TradeBasis gives Canadian independent dealers real-time market intelligence — pulled from dealer websites across Canada, filtered to your province, decoded to your trim. No weekly lag, no national averages, no US data with FX adjustments.
Related Reading from TradeBasis
| Dealer Playbook | The Real Cost of Inaccurate Used Car Pricing — How bad market data costs BC and Alberta dealers $40,000+ a year, and what to do about it. |
| Dealer Playbook | The B.C. Dealer’s Spring Playbook — Five tactical moves for BC independents heading into the 2026 spring market. |
| Regional Pulse | B.C. Used Vehicle Market — Why Canada’s most expensive province is moving against the national trend. |
| Vehicle Intelligence | Honda CR-V in Canada: The Complete Dealer Intelligence Brief — Theft, recalls, hybrid premium, and trim-by-trim pricing for Canada’s #2 used vehicle. |
| Policy Watch | The CUSMA Review Is Three Months Away — Four scenarios and what each means for your business. |
Sources
Canadian Black Book — Weekly Market Insights Reports, April 2026 (weeks ending April 4, 11, 18, 25)
Canadian Black Book — Used Vehicle Retention Index, March 2026
CARFAX Canada — Q1 2026 Used Vehicle Market Insights Report (April 2026)
DesRosiers Automotive Consultants — 2025 Average Transaction Price Report (April 2026)
Canadian Auto Dealer — “Canadian used car prices dip as market softens” (April 30, 2026)
Canadian Auto Dealer — “Wholesale prices continue to soften in April” (April 2026)
Canadian Auto Dealer — “Used vehicle prices stabilize as inventory rebounds: CARFAX” (April 2026)
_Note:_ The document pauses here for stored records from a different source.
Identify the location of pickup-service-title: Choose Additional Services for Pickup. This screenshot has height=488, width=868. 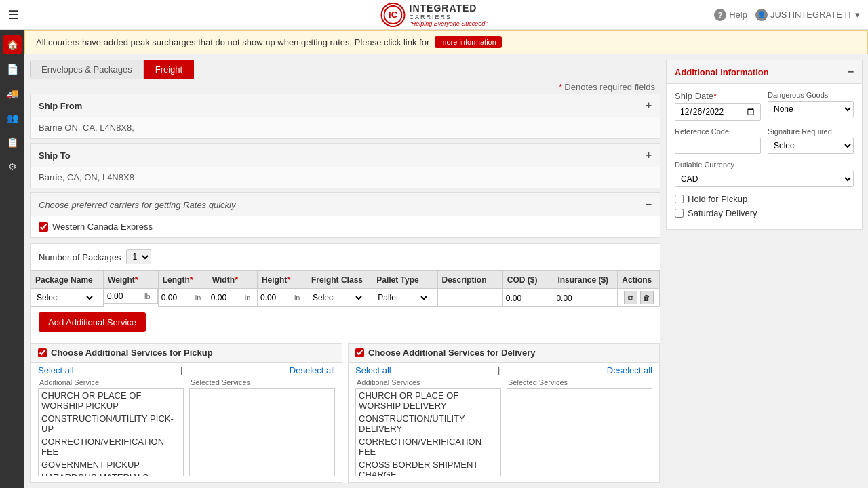
(132, 352).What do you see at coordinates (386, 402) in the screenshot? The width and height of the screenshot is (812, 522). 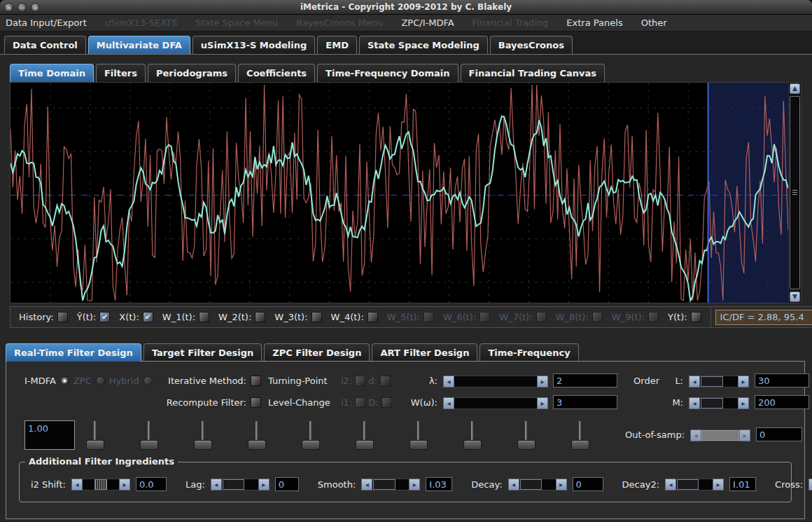 I see `capital-d-checkbox` at bounding box center [386, 402].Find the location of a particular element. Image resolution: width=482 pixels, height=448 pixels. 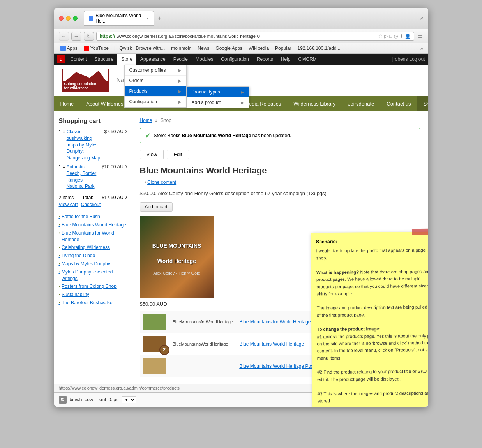

sidebar-link-1: Blue Mountains World Heritage is located at coordinates (93, 225).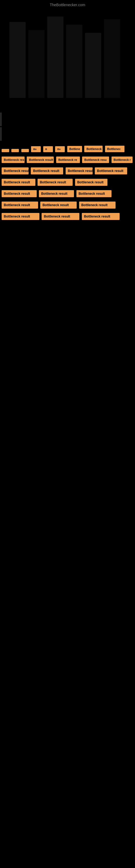  Describe the element at coordinates (75, 149) in the screenshot. I see `result-item: Bottlene` at that location.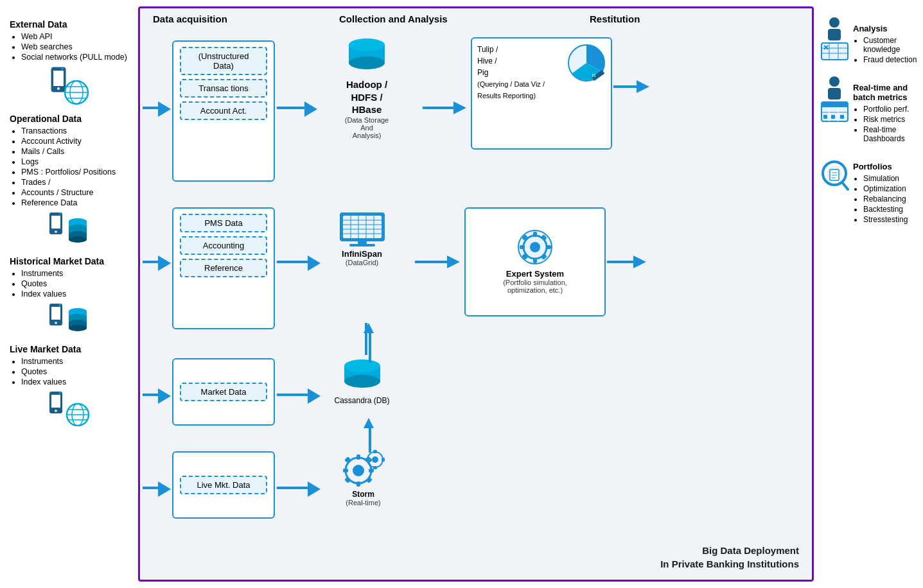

Canadian Auto Dealer — “Used-vehicle index edges up in March” (April 2026)
Canadian Auto Dealer — “Vehicle prices dip after years of growth” (May 2026)
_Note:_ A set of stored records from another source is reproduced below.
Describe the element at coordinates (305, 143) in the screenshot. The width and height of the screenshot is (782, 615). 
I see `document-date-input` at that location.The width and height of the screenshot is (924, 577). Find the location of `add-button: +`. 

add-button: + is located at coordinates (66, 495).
Auto Remarketing Canada — “Full-size van values continue to tumble” (April 30, 2026)
Clutch — Used Car Pricing Report, February 2026 (regional pricing data)
Autozen — BC Tariff Concern Survey (April 2026)
TradeBasis — Canadian Market Intelligence for Independent Dealers (tradebasis.ca)
This article is produced by TradeBasis — Canadian market intelligence built for independent dealers. Real-time wholesale data, trim-level accuracy, cost-to-market calculations. Updated monthly with the latest Canadian Black Book and CARFAX Canada data. No enterprise pricing, no guesswork.